Hi Peter,
On Tue, May 13, 2008 at 02:59:46AM +0200, Peter Stuge wrote:
On Mon, May 12, 2008 at 03:36:29PM -0400, Kevin O'Connor wrote:
Have legacybios populate the information:
By a) compiling legacybios on a board by board basis with info for each board merged into the compile process
or b) have the info passed to legacybios from corebios in some raw format, and then have legacybios build the PC specific tables from it
or, have coreboot build the PC specific tables:
and c) put them somewhere in memory where legacybios can then copy it to the 0xf0000 segment
or d) work out some arrangement where coreboot puts them into 0xf0000 in such a way that legacybios doesn't overwrite those areas when it is also loaded into that segment.
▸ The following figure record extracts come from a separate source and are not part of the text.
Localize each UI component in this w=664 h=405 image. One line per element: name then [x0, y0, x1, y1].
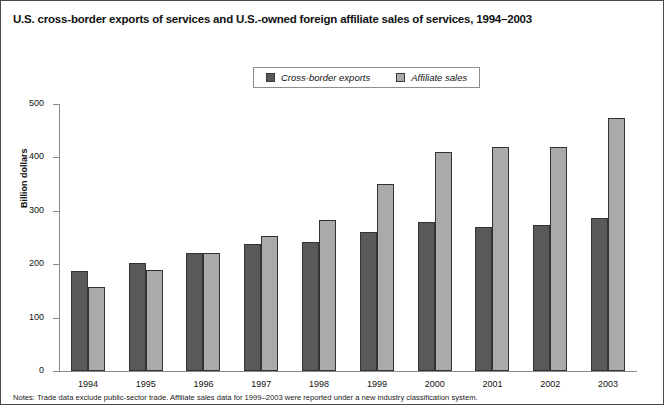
bar [550, 147, 567, 371]
y-axis-tick-label: 200 [29, 258, 44, 268]
x-axis-tick-label: 1995 [117, 379, 175, 389]
bar [88, 287, 105, 371]
bar [492, 147, 509, 371]
x-axis-line [59, 371, 637, 372]
bar [71, 271, 88, 371]
chart-legend: Cross-border exports Affiliate sales [253, 67, 480, 88]
bar [418, 222, 435, 371]
bar-group [290, 220, 348, 371]
y-axis-title: Billion dollars [19, 148, 29, 208]
y-axis-tick: 300 [53, 211, 59, 212]
bar-group [232, 236, 290, 371]
x-axis-tick-label: 2001 [464, 379, 522, 389]
bar [319, 220, 336, 371]
bar [475, 227, 492, 371]
bar [591, 218, 608, 371]
legend-item-cross-border-exports: Cross-border exports [266, 72, 370, 83]
bar-group [521, 147, 579, 371]
y-axis-tick: 400 [53, 157, 59, 158]
bar-group [348, 184, 406, 371]
y-axis-tick-label: 400 [29, 151, 44, 161]
y-axis-tick: 500 [53, 104, 59, 105]
bar [244, 244, 261, 371]
bar [608, 118, 625, 371]
x-axis-tick-label: 1997 [232, 379, 290, 389]
legend-label: Cross-border exports [281, 72, 370, 83]
chart-notes: Notes: Trade data exclude public-sector … [13, 393, 653, 403]
bar [360, 232, 377, 371]
bar [186, 253, 203, 371]
bar-group [59, 271, 117, 371]
chart-figure: U.S. cross-border exports of services an… [0, 0, 664, 405]
x-axis-tick-label: 1996 [175, 379, 233, 389]
bar-group [406, 152, 464, 371]
bar [146, 270, 163, 371]
bar [302, 242, 319, 371]
bar [377, 184, 394, 371]
x-axis-tick-label: 1994 [59, 379, 117, 389]
legend-swatch-icon [396, 73, 405, 82]
bar-group [579, 118, 637, 371]
legend-label: Affiliate sales [411, 72, 467, 83]
y-axis-tick: 0 [53, 371, 59, 372]
y-axis-tick-label: 100 [29, 312, 44, 322]
bar-group [175, 253, 233, 371]
plot-area: 0100200300400500 19941995199619971998199… [59, 104, 637, 371]
x-axis-tick-label: 2000 [406, 379, 464, 389]
x-axis-tick-label: 2002 [521, 379, 579, 389]
bar [533, 225, 550, 371]
bar [261, 236, 278, 371]
x-axis-tick-label: 1998 [290, 379, 348, 389]
bar-group [117, 263, 175, 371]
x-axis-tick-label: 1999 [348, 379, 406, 389]
legend-item-affiliate-sales: Affiliate sales [396, 72, 467, 83]
y-axis-tick-label: 500 [29, 98, 44, 108]
bar [203, 253, 220, 371]
legend-swatch-icon [266, 73, 275, 82]
bar [129, 263, 146, 371]
y-axis-tick: 200 [53, 264, 59, 265]
page-title: U.S. cross-border exports of services an… [13, 13, 532, 25]
bar-group [464, 147, 522, 371]
y-axis-tick-label: 300 [29, 205, 44, 215]
y-axis-tick-label: 0 [39, 365, 44, 375]
bar [435, 152, 452, 371]
x-axis-tick-label: 2003 [579, 379, 637, 389]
I strongly prefer b) above over anything else. I specifically do not want coreboot to know about BIOS tables. coreboot already exports some information. If legacybios needs more information, let's add that to the coreboot tables.
What you're proposing here is that the payload build all the standard bios tables - mptable, pir, e820 map, smbios, acpi. I'm okay with this - it makes sense to me. However, I didn't get the feeling there was a general consensus that this logic should move from coreboot to the payloads.
In any case, there is a catch with doing this - some info is unlikely to be found in the dts (eg, the acpi aml code). This would require we build it into the payload (or somehow get it into a segment for lar to extract).
An alternative would be to have the payload callback into the lar functions to extract and uncompress a segment with the info. Is this okay for a payload to do?
As you also mention, there are some useful configuration items (eg, boot order and floppy drive type). We can either:
a) have coreboot select and configure this and pass the info to legacybios in some way
or b) have legacybios set it in the cmos and present a menu during boot where the user can change the options (eg, "Press [DEL] to enter bios setup".
I'm looking for feedback from the coreboot developers on what the best answers to the above questions are.
Likewise I prefer a) here.
Okay. These are configurable items though, so it naturally means that users need to be able to change them. This will require a payload (or OS app) be capable of writing parts of the flash chip to change the configuration items.
On a related note I would like to request that we try hard not to touch NVRAM at all unless it is absolutely neccessary.
Bochs bios and "legacybios" don't really use the nvram that much. I'll follow up in a separate email.